Editorial: The Cold War re-heats

According to Clausewitz, the oft-quoted 19th century general and military strategist, war is “the continuation of policy by other means.”

The recent brief – if brutal – conflict in the Caucasus is yet another example of the everyday nature of capitalism continuing by other means. The conflict in South Ossetia and Abkhazia, which appears to have claimed thousands of lives has been a rare eruption, exposing the tectonic-like political and economic pressures shifting below the surface. These recent events have been a wake-up call to those still deluded into thinking that the ending of the cold war (which was never an ideological battleground anyway) would mean an end to stand-offs between superpowers, with the ultimate potential for World War 3.

The Cold War has just been re-heated then: but this time round the battle-lines are clearly not drawn on grounds of some supposed ideological differences. There are no great ideological or moral issues at stake here. The protagonists (US and Russia) and their allies are simply rival capitalist economies, eager to secure strategic advantage, access to resources and regional influence. In particular, in attempting to diversify its oil sourcing away from troublesome regions such as the Middle East, the US is relying on a new pipeline via Georgia which taps into relatively secure sources in Central Asia while avoiding Russian territory.

There are other considerations however. The failure of the centralised command economy version of capitalism as practised by the Soviet Union till its demise almost 20 years ago did not end the cold war, it merely changed the front. As the economic and political basis for the Warsaw Pact crumbled, the regional military pact NATO (the North Atlantic Treaty Organisation) has been expanding far beyond its original “north Atlantic” scope, with the states of the former Soviet Union strategically-attractive targets of its recent recruitment drive, as it expands its sphere of influence.

Military conflict is an unavoidable consequence of the everyday conflict of property society. In capitalism all productive resources , most explicitly oil production and distribution , have to be owned and controlled by someone.  Modern warfare , with all the waste, devastation and atrocities it brings in its wake, is a problem of capitalism.

In contrast, in a moneyless, wageless, classless and stateless socialist society no-one will own any productive resource to the exclusion of anyone else. There will be no laws, rules or coercive forces to administer or police such monopolisation.

The World Socialist Movement is unique as a political movement in clearly and consistently expressing its opposition to war throughout the last hundred years. This is not selective: we oppose all wars, and have done so from World War 1 to Gulf War 2.

Our opposition has a simple basis: war is fought over issues of interest to employers, landlords and bosses – the capitalist class, in short – while it is workers, in uniform or civilian clothing, who are the cannon-fodder. The overwhelming majority, the members of the global working class – whether from Georgia (Caucasus) or Georgia (USA), have no interests at stake worth shedding a drop of blood over.’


Work order: Run through the data and copy out every line that mentions the word "will".
• • • • • • •
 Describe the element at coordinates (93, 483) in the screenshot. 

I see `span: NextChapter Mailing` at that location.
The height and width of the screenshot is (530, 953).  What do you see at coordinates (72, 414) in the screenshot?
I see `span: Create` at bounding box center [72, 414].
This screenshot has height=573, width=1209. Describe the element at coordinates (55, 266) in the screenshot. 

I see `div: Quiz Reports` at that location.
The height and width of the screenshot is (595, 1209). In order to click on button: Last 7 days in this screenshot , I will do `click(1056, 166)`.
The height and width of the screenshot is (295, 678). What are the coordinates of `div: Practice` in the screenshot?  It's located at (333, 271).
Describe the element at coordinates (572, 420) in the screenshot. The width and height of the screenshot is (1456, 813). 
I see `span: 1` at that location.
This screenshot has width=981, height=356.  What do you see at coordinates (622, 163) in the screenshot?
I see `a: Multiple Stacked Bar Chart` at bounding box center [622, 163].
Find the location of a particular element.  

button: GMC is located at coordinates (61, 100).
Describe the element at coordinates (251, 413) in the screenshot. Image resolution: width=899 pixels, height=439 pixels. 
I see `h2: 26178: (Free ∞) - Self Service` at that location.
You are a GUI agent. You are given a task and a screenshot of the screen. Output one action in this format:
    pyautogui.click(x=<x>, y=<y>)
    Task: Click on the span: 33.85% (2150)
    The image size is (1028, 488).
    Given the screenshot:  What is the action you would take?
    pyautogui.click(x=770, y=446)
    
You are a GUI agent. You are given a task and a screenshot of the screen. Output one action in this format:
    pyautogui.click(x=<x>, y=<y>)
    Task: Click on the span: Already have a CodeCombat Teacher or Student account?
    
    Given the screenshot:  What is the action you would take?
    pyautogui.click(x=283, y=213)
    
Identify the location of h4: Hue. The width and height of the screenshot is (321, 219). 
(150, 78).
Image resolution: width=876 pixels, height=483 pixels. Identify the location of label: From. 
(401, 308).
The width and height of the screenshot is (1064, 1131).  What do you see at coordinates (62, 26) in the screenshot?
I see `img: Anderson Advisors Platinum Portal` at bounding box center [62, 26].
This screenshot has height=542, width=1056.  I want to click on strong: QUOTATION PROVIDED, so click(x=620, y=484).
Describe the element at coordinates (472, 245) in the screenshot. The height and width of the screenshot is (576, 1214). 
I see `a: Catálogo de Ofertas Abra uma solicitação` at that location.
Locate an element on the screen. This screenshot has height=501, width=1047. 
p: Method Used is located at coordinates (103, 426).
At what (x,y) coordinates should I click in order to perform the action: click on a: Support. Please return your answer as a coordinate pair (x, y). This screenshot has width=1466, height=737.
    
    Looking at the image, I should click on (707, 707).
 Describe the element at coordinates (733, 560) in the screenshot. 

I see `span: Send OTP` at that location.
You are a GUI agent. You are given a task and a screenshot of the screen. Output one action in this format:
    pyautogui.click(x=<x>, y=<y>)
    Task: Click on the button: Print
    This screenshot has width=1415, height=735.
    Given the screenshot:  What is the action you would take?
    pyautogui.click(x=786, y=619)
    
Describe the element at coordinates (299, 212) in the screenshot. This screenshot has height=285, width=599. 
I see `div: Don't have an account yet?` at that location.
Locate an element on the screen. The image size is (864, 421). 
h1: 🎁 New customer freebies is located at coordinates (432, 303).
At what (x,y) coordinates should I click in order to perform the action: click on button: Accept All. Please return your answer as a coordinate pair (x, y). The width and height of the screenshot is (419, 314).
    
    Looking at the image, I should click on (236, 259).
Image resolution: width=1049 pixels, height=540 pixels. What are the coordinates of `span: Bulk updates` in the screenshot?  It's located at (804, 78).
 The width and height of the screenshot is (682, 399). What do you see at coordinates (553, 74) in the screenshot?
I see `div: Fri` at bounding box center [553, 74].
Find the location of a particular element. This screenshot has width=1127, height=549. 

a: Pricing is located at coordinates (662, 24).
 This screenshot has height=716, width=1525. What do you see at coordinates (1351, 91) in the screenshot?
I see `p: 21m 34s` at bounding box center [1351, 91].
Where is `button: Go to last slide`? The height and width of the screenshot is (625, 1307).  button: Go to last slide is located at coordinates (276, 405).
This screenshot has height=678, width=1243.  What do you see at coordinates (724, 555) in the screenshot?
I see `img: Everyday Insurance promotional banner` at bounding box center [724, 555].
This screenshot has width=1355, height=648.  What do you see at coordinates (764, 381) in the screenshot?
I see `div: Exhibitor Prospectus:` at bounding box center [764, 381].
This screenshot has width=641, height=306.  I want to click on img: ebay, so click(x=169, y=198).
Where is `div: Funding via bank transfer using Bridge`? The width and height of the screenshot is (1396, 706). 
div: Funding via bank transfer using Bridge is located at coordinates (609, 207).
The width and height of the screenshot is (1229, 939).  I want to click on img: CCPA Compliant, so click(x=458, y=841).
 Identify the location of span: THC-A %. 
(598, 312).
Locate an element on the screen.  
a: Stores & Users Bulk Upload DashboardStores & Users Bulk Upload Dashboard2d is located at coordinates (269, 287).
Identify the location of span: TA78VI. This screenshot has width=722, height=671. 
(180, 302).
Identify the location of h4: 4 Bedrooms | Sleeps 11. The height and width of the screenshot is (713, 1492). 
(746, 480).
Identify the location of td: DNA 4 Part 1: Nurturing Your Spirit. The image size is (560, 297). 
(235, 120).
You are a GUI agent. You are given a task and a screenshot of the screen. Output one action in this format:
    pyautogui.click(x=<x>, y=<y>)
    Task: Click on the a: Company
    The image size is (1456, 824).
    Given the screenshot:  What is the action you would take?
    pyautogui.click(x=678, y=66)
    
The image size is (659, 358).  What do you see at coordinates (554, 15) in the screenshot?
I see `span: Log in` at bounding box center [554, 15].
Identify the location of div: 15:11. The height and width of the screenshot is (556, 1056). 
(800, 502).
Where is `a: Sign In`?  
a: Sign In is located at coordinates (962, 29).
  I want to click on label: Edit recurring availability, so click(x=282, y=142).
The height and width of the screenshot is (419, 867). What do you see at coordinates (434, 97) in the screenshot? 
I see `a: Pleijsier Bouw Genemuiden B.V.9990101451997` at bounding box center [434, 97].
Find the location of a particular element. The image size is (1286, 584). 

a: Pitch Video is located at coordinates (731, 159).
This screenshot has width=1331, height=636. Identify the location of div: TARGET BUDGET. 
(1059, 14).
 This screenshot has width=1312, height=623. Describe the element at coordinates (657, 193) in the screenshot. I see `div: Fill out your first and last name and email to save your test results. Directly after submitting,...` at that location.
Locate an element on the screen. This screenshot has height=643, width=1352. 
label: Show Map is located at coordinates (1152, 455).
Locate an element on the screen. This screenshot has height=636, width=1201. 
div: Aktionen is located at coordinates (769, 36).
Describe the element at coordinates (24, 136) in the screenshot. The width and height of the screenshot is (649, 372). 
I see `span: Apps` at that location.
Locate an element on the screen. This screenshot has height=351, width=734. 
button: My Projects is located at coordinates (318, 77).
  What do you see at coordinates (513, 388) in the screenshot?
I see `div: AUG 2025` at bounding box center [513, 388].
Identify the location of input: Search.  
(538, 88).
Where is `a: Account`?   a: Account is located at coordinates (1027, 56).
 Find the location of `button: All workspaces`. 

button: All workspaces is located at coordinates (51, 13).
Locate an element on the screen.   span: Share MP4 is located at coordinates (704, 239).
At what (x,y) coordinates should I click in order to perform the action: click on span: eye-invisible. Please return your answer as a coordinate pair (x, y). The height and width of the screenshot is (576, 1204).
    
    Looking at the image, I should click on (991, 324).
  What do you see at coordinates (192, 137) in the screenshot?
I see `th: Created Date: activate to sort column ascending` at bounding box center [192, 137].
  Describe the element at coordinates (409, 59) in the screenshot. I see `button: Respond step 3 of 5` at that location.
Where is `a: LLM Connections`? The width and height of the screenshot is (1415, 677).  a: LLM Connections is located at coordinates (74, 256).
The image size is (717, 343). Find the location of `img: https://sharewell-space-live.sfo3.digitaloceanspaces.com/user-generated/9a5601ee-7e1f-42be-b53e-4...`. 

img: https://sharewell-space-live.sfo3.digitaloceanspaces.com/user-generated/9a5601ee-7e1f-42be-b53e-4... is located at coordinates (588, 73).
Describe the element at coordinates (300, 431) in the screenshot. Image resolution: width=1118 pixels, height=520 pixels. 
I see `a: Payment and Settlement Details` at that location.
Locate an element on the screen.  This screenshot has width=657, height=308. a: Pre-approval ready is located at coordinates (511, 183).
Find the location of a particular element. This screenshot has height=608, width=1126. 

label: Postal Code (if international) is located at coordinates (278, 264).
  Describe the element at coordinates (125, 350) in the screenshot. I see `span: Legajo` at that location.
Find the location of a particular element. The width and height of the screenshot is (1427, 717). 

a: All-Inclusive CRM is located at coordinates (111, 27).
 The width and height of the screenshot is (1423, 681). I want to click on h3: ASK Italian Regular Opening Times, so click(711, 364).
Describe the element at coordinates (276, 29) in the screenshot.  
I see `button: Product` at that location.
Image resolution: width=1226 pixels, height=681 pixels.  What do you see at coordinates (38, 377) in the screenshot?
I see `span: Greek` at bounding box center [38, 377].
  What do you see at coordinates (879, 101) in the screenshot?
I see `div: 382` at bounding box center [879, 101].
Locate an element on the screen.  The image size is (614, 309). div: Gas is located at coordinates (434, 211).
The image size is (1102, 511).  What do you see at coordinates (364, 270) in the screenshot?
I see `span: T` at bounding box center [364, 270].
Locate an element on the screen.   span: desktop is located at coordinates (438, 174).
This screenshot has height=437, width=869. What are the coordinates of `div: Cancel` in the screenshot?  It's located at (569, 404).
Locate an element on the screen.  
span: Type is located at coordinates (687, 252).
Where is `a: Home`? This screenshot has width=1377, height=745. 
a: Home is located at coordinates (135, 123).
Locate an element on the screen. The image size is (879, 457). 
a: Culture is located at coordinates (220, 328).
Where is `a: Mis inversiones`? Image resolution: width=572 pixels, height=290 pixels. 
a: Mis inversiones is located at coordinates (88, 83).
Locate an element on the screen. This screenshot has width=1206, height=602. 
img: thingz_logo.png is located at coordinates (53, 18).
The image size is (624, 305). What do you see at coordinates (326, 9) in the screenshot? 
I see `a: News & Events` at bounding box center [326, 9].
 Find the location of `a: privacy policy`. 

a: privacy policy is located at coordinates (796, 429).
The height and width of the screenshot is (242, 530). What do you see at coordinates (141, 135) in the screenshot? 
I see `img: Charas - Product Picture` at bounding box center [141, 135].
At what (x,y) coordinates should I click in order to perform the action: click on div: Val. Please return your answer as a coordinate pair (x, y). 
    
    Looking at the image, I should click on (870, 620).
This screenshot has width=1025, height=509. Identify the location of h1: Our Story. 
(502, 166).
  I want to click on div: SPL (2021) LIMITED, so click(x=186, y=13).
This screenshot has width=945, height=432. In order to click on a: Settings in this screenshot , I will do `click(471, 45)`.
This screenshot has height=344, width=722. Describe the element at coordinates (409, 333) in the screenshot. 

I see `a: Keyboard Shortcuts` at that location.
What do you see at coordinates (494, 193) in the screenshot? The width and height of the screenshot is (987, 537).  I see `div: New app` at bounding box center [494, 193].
• • • • • • •
Written reply:
The height and width of the screenshot is (595, 1209). In order to click on button: Last 7 days in this screenshot , I will do `click(1056, 166)`.
This screenshot has width=945, height=432. In order to click on a: Settings in this screenshot , I will do `click(471, 45)`.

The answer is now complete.